6
votes
TV Tuesdays Free Talk
Have you watched any TV shows recently you want to discuss? Any shows you want to recommend or are hyped about? Feel free to discuss anything here.
Please just try to provide fair warning of spoilers if you can.
I'm still not sure if we should talk about movies here. If I remember correctly last time I asked there was no definite answer. So I'll be talking about movies I watched on the television.
In preparation to write about Wes Craven's Scream (I wrote about it before), I'm watching some relevant references in the genre. I used to really like all Scream movies, but this rewatch opened my eyes. The sequels are not very good, and fail to capture the referential freshness of the original. I had to push myself to watch them, especially the fourth. Incidentally, the MTV series is pretty good.
Craven's A Nightmare on Elm Street (1984) is, at times, dreadful, at times ridiculous. The psychological aspect of it is haunting and sophisticated, but sometimes Freddy Krueger is more laughable than scary. My tagline for it: "Freddy Krueger leaves Inception in the dust".
Some of 1978's Halloween scenes approach masterpiece status. The movie has defects, things I can nitpick, but the power and beauty of its mise-en-scène are inescapable -- the images pierce us through the screen and lodges themselves in the depth of our subconscious.
Today I'll watch 1980's Friday the 13th.
I'm open to suggestions of movies that influenced the Scream franchise! Wish me luck...
I watched those three yesterday. I usually stay away from horror movies at all because of my night terrors, but that's required for a project I'm involved in. I'm using a breathing/meditation technique so I can actually sit through them. According to my girlfriend, at night I was possessed by a demon that spoke through my clenched teeth. A film analyst's occupational hazard, I suppose.
This week we watched Tina, a documentary about Tina Turner’s life. It was pretty good. If you have any interest in her music I definitely recommend it.

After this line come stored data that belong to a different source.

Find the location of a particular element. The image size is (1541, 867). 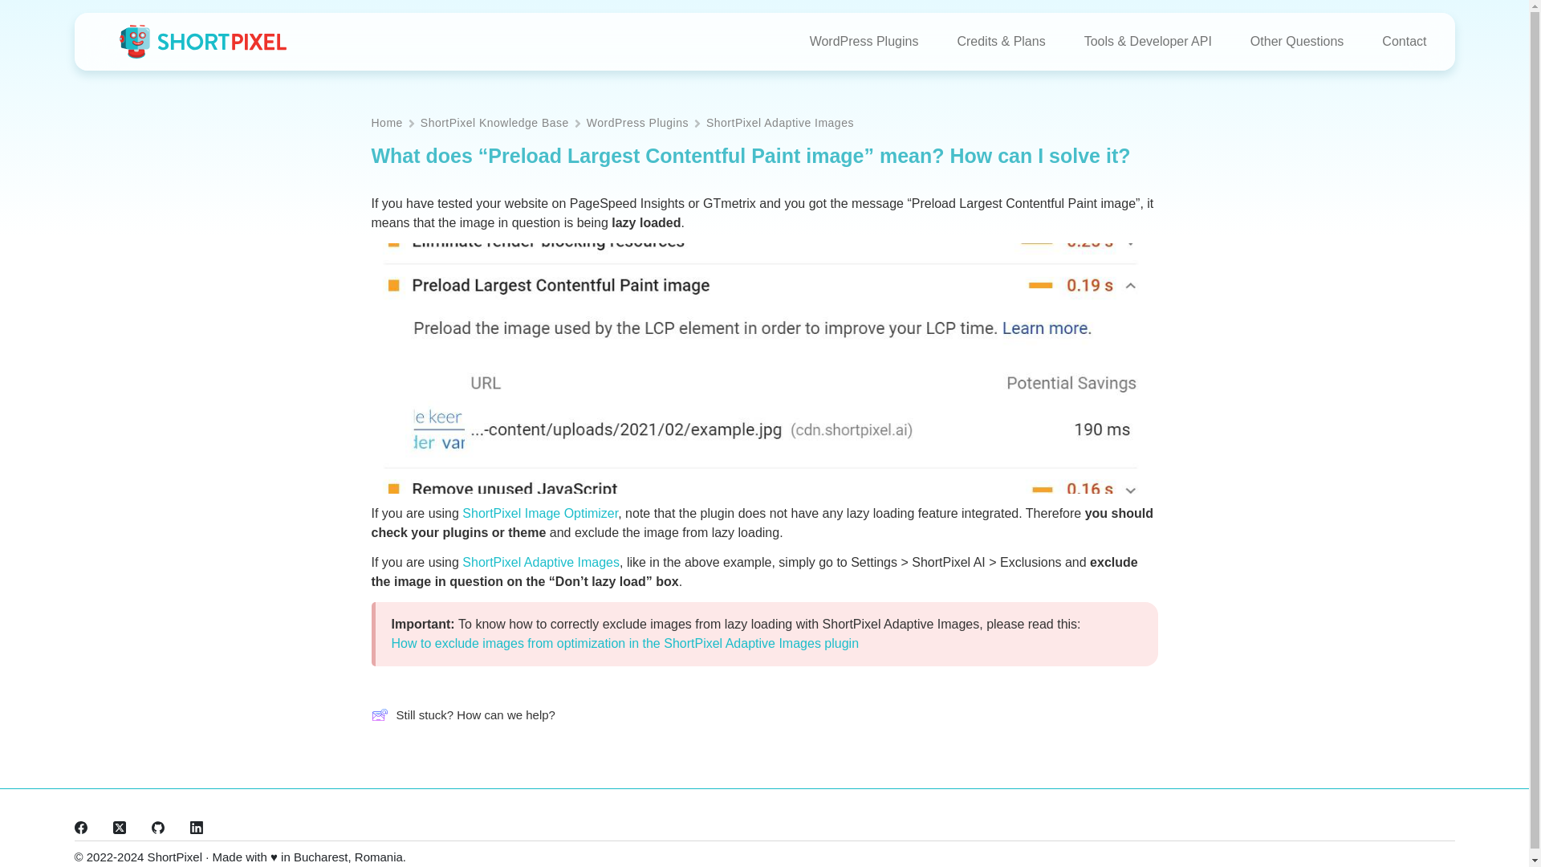

Contact is located at coordinates (1394, 42).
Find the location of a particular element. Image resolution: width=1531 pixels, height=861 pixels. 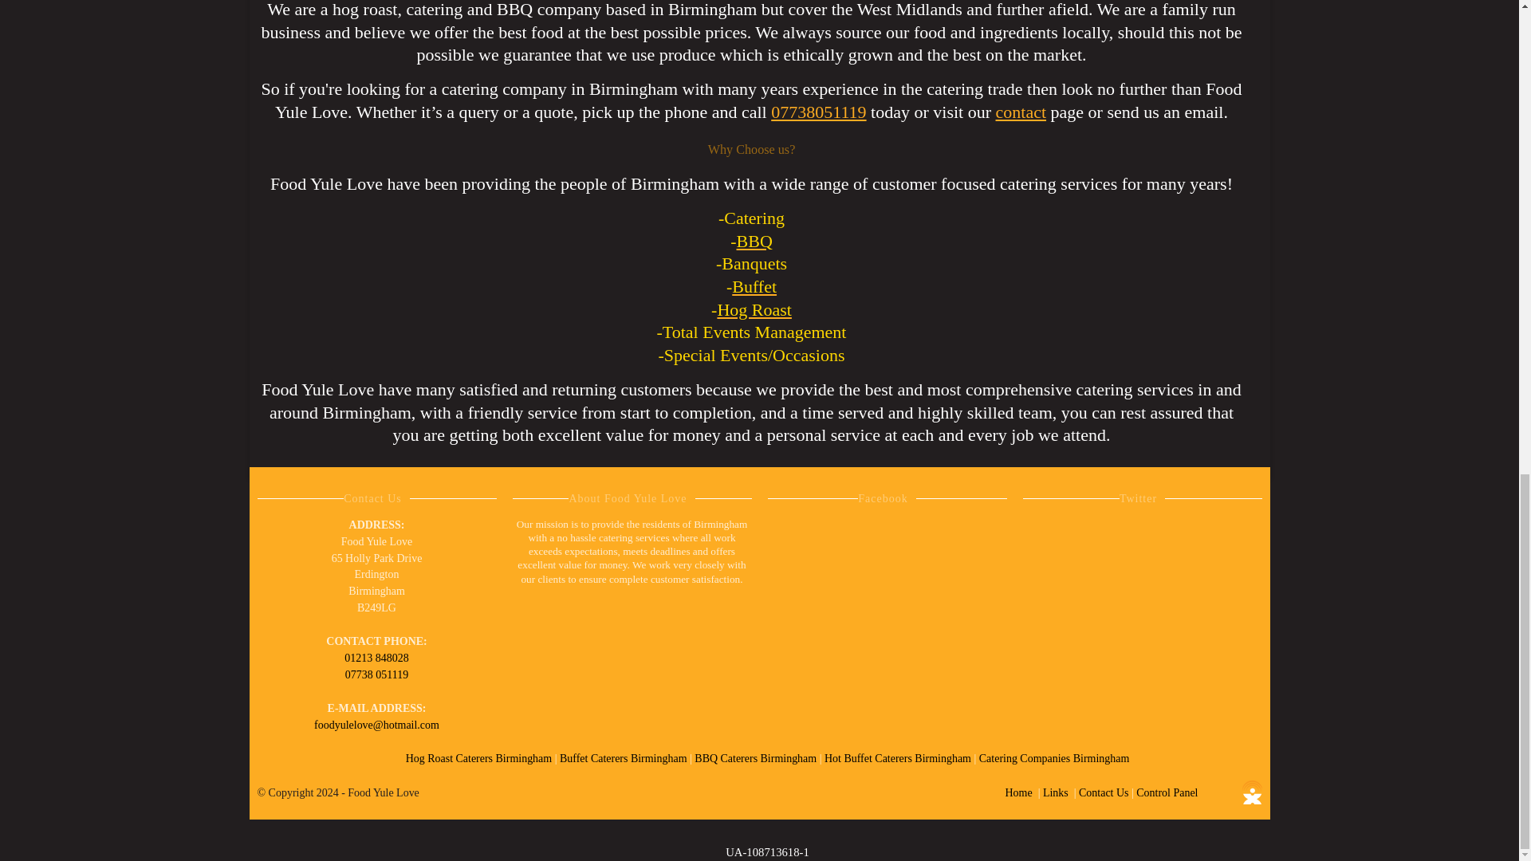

We also watched Huge in France. It stars French comedian Gad Elmaleh and he plays a version of himself much like Jerry Seinfeld did in the Seinfeld TV show. It’s quite subtle and pretty funny. He is apparently a very popular and well-known comedian in France. In the show his character has decided to give up comedy and move to LA (where nobody knows who he is) to be closer to his estranged teenage son who is trying to get started in modeling. It may seem at first like a not-too-funny sitcom, but if you stick with it, it’s pretty rewarding. (Though the ending is very very dark.)
I might give it a try, Gad Elmaleh did some decent stuff in the past, he went out of favor because he plagiarized American comedians in his show. I guess copying Larry David is fitting.
Well, Jerry Seinfeld shows up in the show and they make some allusions to some legal issues between the two, so maybe that's what they were referring to?